Exactly. When companies get as big as MS, they need big wins. Big companies never seem to be interested in or capable of managing and dealing with lots of small deals - perhaps it would be too much of a hassle chasing a lot of small fry even though a few will eventually take off.
my point is that they could get a lot more bang for their buck elsewhere. yahoo is a dying brand.

if they invested that $45 billion in 45 one billion dollar projects, if at least one of them had an annual net of more than $700 million/year, they are doing better than buying Yahoo.

Microsoft buying Yahoo is like Microsoft(1) buying Microsoft(2). Both companies are huge, with dying net brands, and both are being cut to pieces by Google (and probably soon enough Facebook). I don't see the great synergy, and they definitely not paying that for a great product pipeline. My only guess is they want the search/ad system. That seems to be the only thing that makes Microsoft(2) != Yahoo.
First Yahoo messenger and MSN messenger joined networks. This was a reasona next step. yahoo is not completely worthless. In many parts of the world Yahoo dominates the IM market and in email Yahoo and Microsoft have a much bigger market share worldwide. yahoo also owns sites like Flickr and Delicious, both of which are better than their Google counterparts.

yahoo also has deals to provide email for many ISPs in the US.

I think Microsoft could benefit from the increased market share in many areas.

shit! I am going to have to move a way from deli.cio.us, I already had lot of links!
Sure they could fund a lot of startups.

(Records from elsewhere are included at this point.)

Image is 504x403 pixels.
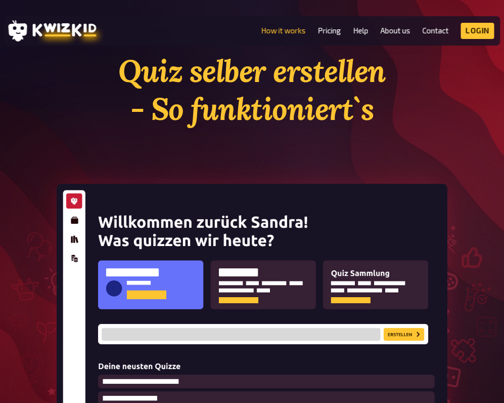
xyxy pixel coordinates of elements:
a: How it works [262,26,306,35]
a: Pricing [318,26,341,35]
a: Login [461,23,495,39]
a: Help [354,26,369,35]
a: About us [381,26,411,35]
a: Contact [423,26,449,35]
h1: Quiz selber erstellen - So funktioniert`s [57,52,448,128]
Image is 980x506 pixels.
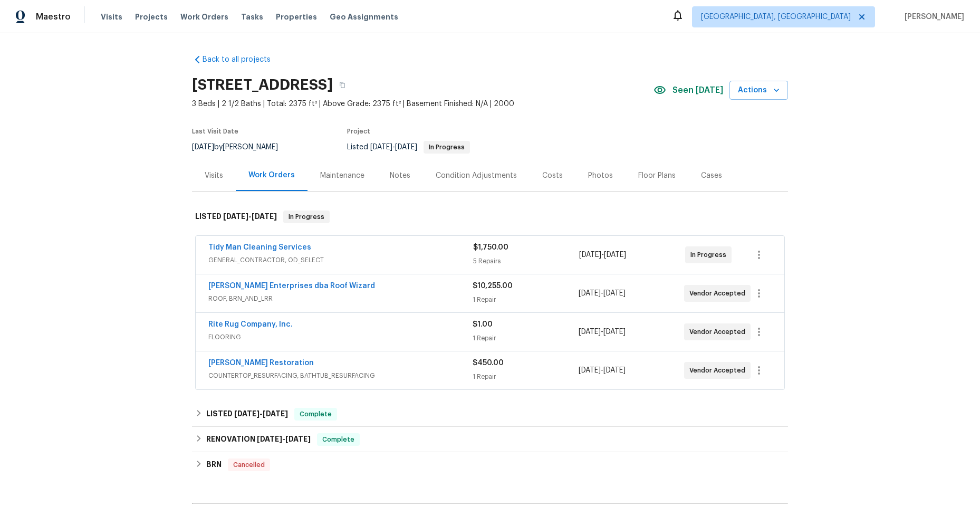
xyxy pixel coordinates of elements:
span: Geo Assignments [330,12,399,23]
span: COUNTERTOP_RESURFACING, BATHTUB_RESURFACING [208,370,473,381]
div: Photos [588,170,613,181]
span: [DATE] [234,410,259,418]
div: Work Orders [248,170,295,181]
span: - [223,212,277,219]
div: LISTED [DATE]-[DATE]Complete [192,401,788,427]
div: 5 Repairs [474,256,579,267]
span: Vendor Accepted [690,365,750,376]
div: 1 Repair [473,295,579,305]
span: [DATE] [286,436,311,443]
div: by [PERSON_NAME] [192,141,291,154]
div: LISTED [DATE]-[DATE]In Progress [192,200,788,234]
span: Complete [295,409,336,420]
span: [DATE] [192,143,214,151]
h2: [STREET_ADDRESS] [192,79,333,90]
h6: RENOVATION [206,433,311,446]
div: Floor Plans [639,170,675,181]
span: $1.00 [473,321,492,328]
span: Maestro [36,12,70,23]
span: [DATE] [395,143,417,151]
span: Seen [DATE] [672,85,723,96]
span: - [370,143,417,151]
span: Tasks [241,14,263,21]
span: 3 Beds | 2 1/2 Baths | Total: 2375 ft² | Above Grade: 2375 ft² | Basement Finished: N/A | 2000 [192,99,654,109]
span: ROOF, BRN_AND_LRR [208,294,473,303]
span: In Progress [425,144,469,150]
span: - [234,410,288,418]
h6: LISTED [206,408,288,420]
span: [DATE] [603,367,626,374]
span: Vendor Accepted [690,327,750,337]
div: RENOVATION [DATE]-[DATE]Complete [192,427,788,452]
div: Visits [205,170,223,181]
span: [DATE] [579,328,601,336]
span: Complete [318,434,359,445]
a: Tidy Man Cleaning Services [208,244,312,251]
span: - [257,436,311,443]
span: Projects [135,12,168,23]
span: [DATE] [604,251,626,259]
button: Actions [730,81,788,100]
span: [DATE] [579,367,601,374]
span: Cancelled [228,460,269,470]
span: GENERAL_CONTRACTOR, OD_SELECT [208,255,474,265]
span: In Progress [690,250,731,260]
span: $1,750.00 [474,244,508,251]
div: Notes [390,170,410,181]
a: Back to all projects [192,54,294,65]
span: - [579,327,626,337]
span: [DATE] [370,143,393,151]
span: Last Visit Date [192,128,238,134]
h6: BRN [206,459,222,471]
span: Work Orders [181,12,228,23]
span: [PERSON_NAME] [901,12,965,23]
span: [DATE] [223,212,248,219]
div: Condition Adjustments [435,170,517,181]
span: - [579,288,626,298]
div: Costs [543,170,563,181]
span: Visits [101,12,123,23]
span: $10,255.00 [473,283,513,290]
span: [GEOGRAPHIC_DATA], [GEOGRAPHIC_DATA] [701,12,851,23]
span: [DATE] [579,251,601,259]
span: $450.00 [473,359,504,367]
span: [DATE] [579,290,601,297]
span: Vendor Accepted [690,288,750,298]
span: Actions [738,84,779,97]
div: BRN Cancelled [192,452,788,477]
span: In Progress [285,211,328,222]
a: Rite Rug Company, Inc. [208,321,293,328]
span: [DATE] [603,290,626,297]
div: Maintenance [320,170,365,181]
span: - [579,250,626,260]
span: Listed [347,143,470,151]
span: FLOORING [208,332,473,343]
span: [DATE] [603,328,626,336]
span: Properties [276,12,317,23]
a: [PERSON_NAME] Restoration [208,359,314,367]
a: [PERSON_NAME] Enterprises dba Roof Wizard [208,283,375,290]
div: Cases [701,170,723,181]
button: Copy Address [333,76,352,94]
span: [DATE] [263,410,288,418]
span: Project [347,128,370,134]
span: [DATE] [252,212,277,219]
span: [DATE] [257,436,283,443]
h6: LISTED [195,211,277,223]
span: - [579,365,626,376]
div: 1 Repair [473,372,579,381]
div: 1 Repair [473,333,579,343]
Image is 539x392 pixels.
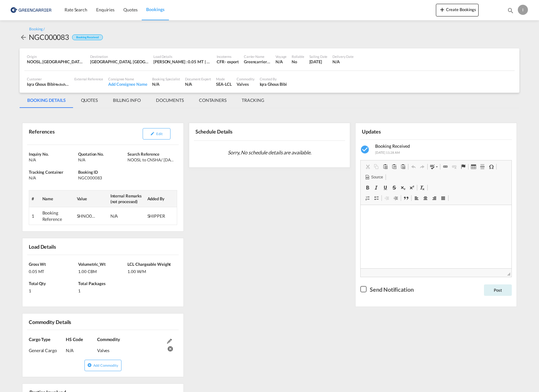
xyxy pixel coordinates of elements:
[234,93,272,108] md-tab-item: TRACKING
[399,163,408,171] a: Paste from Word
[450,163,459,171] a: Unlink
[153,81,180,87] div: N/A
[94,363,119,368] span: Add Commodity
[79,157,126,163] div: N/A
[192,93,234,108] md-tab-item: CONTAINERS
[260,77,287,81] div: Created By
[276,54,286,59] div: Voyage
[27,81,69,87] div: Iqra Ghous Bibi
[156,132,163,136] span: Edit
[381,163,390,171] a: Paste (Ctrl+V)
[390,163,399,171] a: Paste as plain text (Ctrl+Shift+V)
[194,125,269,138] div: Schedule Details
[72,35,103,40] div: Booking Received
[146,7,165,12] span: Bookings
[74,190,108,207] th: Value
[153,77,180,81] div: Booking Specialist
[488,163,496,171] a: Insert Special Character
[363,163,372,171] a: Cut (Ctrl+X)
[383,194,391,202] a: Decrease Indent
[185,81,211,87] div: N/A
[168,345,172,350] md-icon: icon-cancel
[226,147,314,158] span: Sorry, No schedule details are available.
[9,3,52,17] img: e39c37208afe11efa9cb1d7a6ea7d6f5.png
[436,4,479,17] button: icon-plus 400-fgCreate Bookings
[375,151,401,154] span: [DATE] 11:28 AM
[292,54,304,59] div: Rollable
[29,32,69,42] div: NGC000083
[29,342,66,354] div: General Cargo
[260,81,287,87] div: Iqra Ghous Bibi
[360,125,435,137] div: Updates
[399,183,408,192] a: Subscript
[79,175,126,181] div: NGC000083
[439,194,448,202] a: Justify
[29,152,49,156] span: Inquiry No.
[84,360,122,371] button: icon-plus-circleAdd Commodity
[90,54,149,59] div: Destination
[27,59,85,65] div: NOOSL, Oslo, Norway, Northern Europe, Europe
[217,59,225,65] div: CFR
[310,54,328,59] div: Sailing Date
[371,175,383,180] span: Source
[372,183,381,192] a: Italic (Ctrl+I)
[418,183,427,192] a: Remove Format
[421,194,430,202] a: Center
[145,208,177,225] td: SHIPPER
[54,81,97,87] span: Hecksher Linjeagenturer AS
[27,316,102,327] div: Commodity Details
[478,163,488,171] a: Insert Horizontal Line
[151,131,154,136] md-icon: icon-pencil
[124,7,138,12] span: Quotes
[363,173,385,181] a: Source
[507,7,515,17] div: icon-magnify
[20,93,73,108] md-tab-item: BOOKING DETAILS
[29,262,46,267] span: Gross Wt
[372,163,381,171] a: Copy (Ctrl+C)
[216,81,232,87] div: SEA-LCL
[40,190,74,207] th: Name
[20,93,272,108] md-pagination-wrapper: Use the left and right arrow keys to navigate between tabs
[361,205,512,269] iframe: Editor, editor4
[97,342,164,354] div: Valves
[381,183,390,192] a: Underline (Ctrl+U)
[370,285,414,294] div: Send Notification
[149,93,192,108] md-tab-item: DOCUMENTS
[87,363,92,368] md-icon: icon-plus-circle
[372,194,381,202] a: Insert/Remove Bulleted List
[518,5,529,15] div: I
[109,77,147,81] div: Consignee Name
[375,143,410,149] span: Booking Received
[27,125,102,142] div: References
[79,281,106,286] span: Total Packages
[168,339,172,343] md-icon: Edit
[127,267,175,274] div: 1.00 W/M
[430,194,439,202] a: Align Right
[79,267,126,274] div: 1.00 CBM
[244,59,270,65] div: Greencarrier Consolidators
[79,262,106,267] span: Volumetric_Wt
[29,208,40,225] td: 1
[216,77,232,81] div: Mode
[459,163,468,171] a: Anchor
[310,59,328,65] div: 2 Oct 2025
[217,54,239,59] div: Incoterms
[29,281,46,286] span: Total Qty
[360,145,371,154] md-icon: icon-checkbox-marked-circle
[73,93,106,108] md-tab-item: QUOTES
[413,194,421,202] a: Align Left
[363,183,372,192] a: Bold (Ctrl+B)
[79,169,98,175] span: Booking ID
[439,6,446,13] md-icon: icon-plus 400-fg
[390,183,399,192] a: Strikethrough
[507,7,515,14] md-icon: icon-magnify
[127,157,175,163] div: NOOSL to CNSHA/ 02 October, 2025
[402,194,411,202] a: Block Quote
[29,286,77,294] div: 1
[29,337,51,342] span: Cargo Type
[79,152,104,156] span: Quotation No.
[409,163,418,171] a: Undo (Ctrl+Z)
[109,81,147,87] div: Add Consignee Name
[237,81,255,87] div: Valves
[97,337,120,342] span: Commodity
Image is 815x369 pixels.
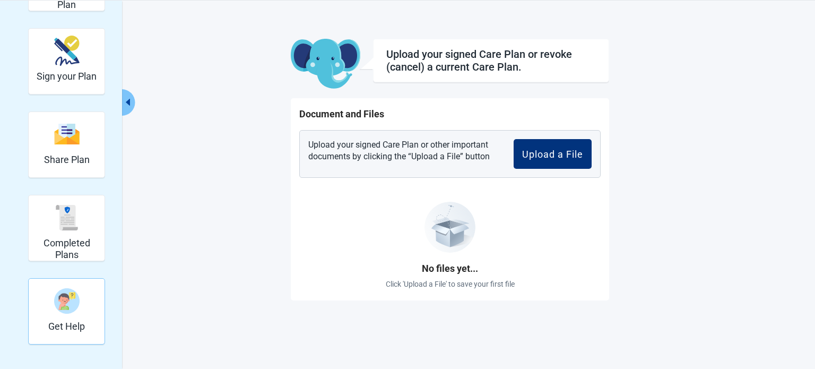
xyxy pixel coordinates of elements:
[28,278,105,344] div: Get Help
[123,97,133,107] span: caret-left
[54,205,80,230] img: svg%3e
[522,148,583,159] div: Upload a File
[308,139,497,169] p: Upload your signed Care Plan or other important documents by clicking the “Upload a File” button
[54,288,80,313] img: person-question-x68TBcxA.svg
[386,261,514,276] h1: No files yet...
[54,36,80,66] img: make_plan_official-CpYJDfBD.svg
[513,139,591,169] button: Upload a File
[121,89,135,116] button: Collapse menu
[48,320,85,332] h2: Get Help
[33,237,100,260] h2: Completed Plans
[299,107,600,121] h1: Document and Files
[291,39,360,90] img: Koda Elephant
[28,111,105,178] div: Share Plan
[200,39,699,300] main: Main content
[386,278,514,290] p: Click 'Upload a File' to save your first file
[44,154,90,165] h2: Share Plan
[37,71,97,82] h2: Sign your Plan
[386,48,596,73] div: Upload your signed Care Plan or revoke (cancel) a current Care Plan.
[54,123,80,145] img: svg%3e
[28,195,105,261] div: Completed Plans
[28,28,105,94] div: Sign your Plan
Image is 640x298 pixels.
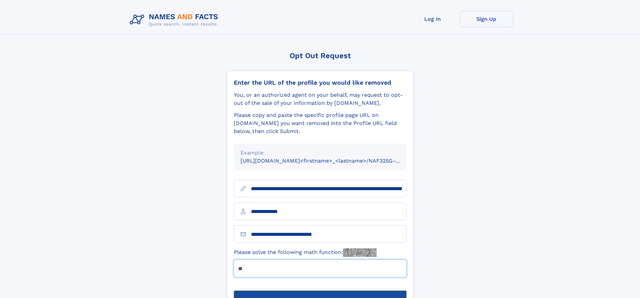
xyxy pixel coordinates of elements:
[234,111,407,135] div: Please copy and paste the specific profile page URL on [DOMAIN_NAME] you want removed into the Pr...
[127,11,224,29] img: Logo Names and Facts
[234,79,407,86] div: Enter the URL of the profile you would like removed
[241,149,400,157] div: Example:
[234,248,377,257] label: Please solve the following math function:
[406,11,460,27] a: Log In
[241,158,420,164] small: [URL][DOMAIN_NAME]<firstname>_<lastname>/NAF325G-xxxxxxxx
[460,11,514,27] a: Sign Up
[227,51,414,60] div: Opt Out Request
[234,91,407,107] div: You, or an authorized agent on your behalf, may request to opt-out of the sale of your informatio...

But how would you manage 1000 startups - hire 50 in-house VCs?

Better to let former MS employees bet their own cash on startups, which MS then gets to pick and choose and buy the ones they find most interesting.

And don't write off Yahoo's presence in the Third World, like China, Philipppines, India, etc. As those economies grow Yahoo's user base there will be more valuable.

haha yea it'd be expensive. maybe $50 billion expensive.
62% seems very generous, and with the wobbly market, I guess this is calculated on MS part to make sure it happens (no indecision from anyone).